Around 4,000 years ago, on the steppes north of the Black Sea, a nomadic people began settling down in small communities. Known today as the Timber Grave Culture, these people left behind more than 1,000 sites. One of them is called Krasnosamarskoe, and Hartwick College archaeologist David Anthony had big expectations for it when he started digging there in the late 1990s. Anthony hoped that by excavating the site he might learn why people in this region first began to establish permanent households. But he and his team have since discovered that Krasnosamarskoe has a much different story to tell. They found that the site held the remains of dozens of butchered dogs and wolves—vastly more than at any comparable site.

 

Nerissa Russell, the project’s archaeozoologist, says, “I remember saying early on in the dig that we were finding a lot of dog bones. But I had no idea how important they would turn out to be.” When the team got to work analyzing all the animal bones in the lab, they identified the remains of about 51 dogs and seven wolves, as well as six canines that could not be classified as either. At other Timber Grave sites, dog and wolf bones never make up more than 3 percent of the total animal bones found. At Krasnosamarskoe, they made up more than 30 percent. “I don’t know of any other site in the world with such a high percentage of dog bones,” says Russell. She and her team found that most of the dogs were unusually long-lived, up to 12 years old in some cases, which meant they were probably not raised for food. “Were they treasured pets, hunting dogs, or pariahs? We don’t know,” she says. “But they are so old that these were dogs that had been around for a while and had some kind of relationship to these people.” 

 

1 bonesTo add to the mystery, the bones were cut in unusual, systematic ways that did not resemble ordinary butchering practices.
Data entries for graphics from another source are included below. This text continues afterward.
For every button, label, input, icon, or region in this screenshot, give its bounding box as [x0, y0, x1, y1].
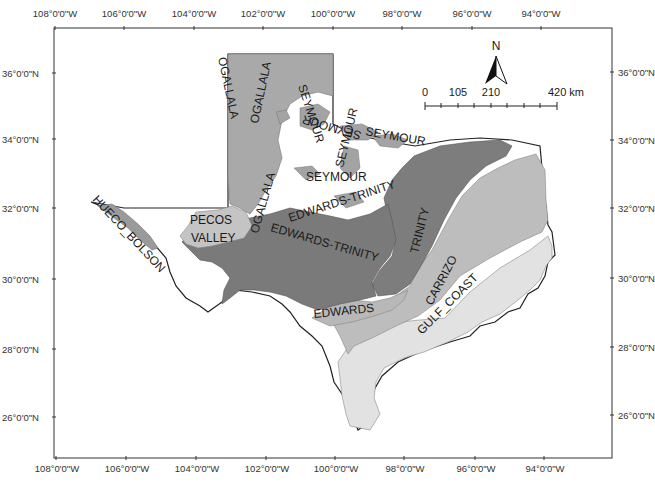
north-label: N: [492, 39, 501, 53]
north-arrow: N: [485, 39, 507, 84]
north-arrow-dark-half: [485, 56, 496, 84]
label-seymour-center: SEYMOUR: [306, 170, 367, 184]
label-valley: VALLEY: [191, 231, 235, 245]
scale-label-420: 420 km: [548, 86, 584, 98]
scale-label-105: 105: [449, 86, 467, 98]
scale-label-210: 210: [482, 86, 500, 98]
scale-label-0: 0: [422, 86, 428, 98]
north-arrow-light-half: [496, 56, 507, 84]
label-pecos: PECOS: [190, 213, 232, 227]
scale-bar: 0 105 210 420 km: [422, 86, 584, 110]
Snouts were divided into three pieces and the remainder of the skulls were broken down into geometrically shaped fragments only an inch long. No one would have made these cuts to simply get meat off the bones.  

 

Anthony and his wife, archaeologist Dorcas Brown, knew it was a unique discovery. Brown, in particular, suspected the canines were probably sacrificed there as part of a ritual and decided to examine the research literature broadly on the subject of rituals involving dogs. What she discovered was that there was indeed a body of work on just such ancient practices. In an unusual move for prehistoric archaeologists, they decided to consult historical linguistics and ancient literary traditions to better understand the archaeological record.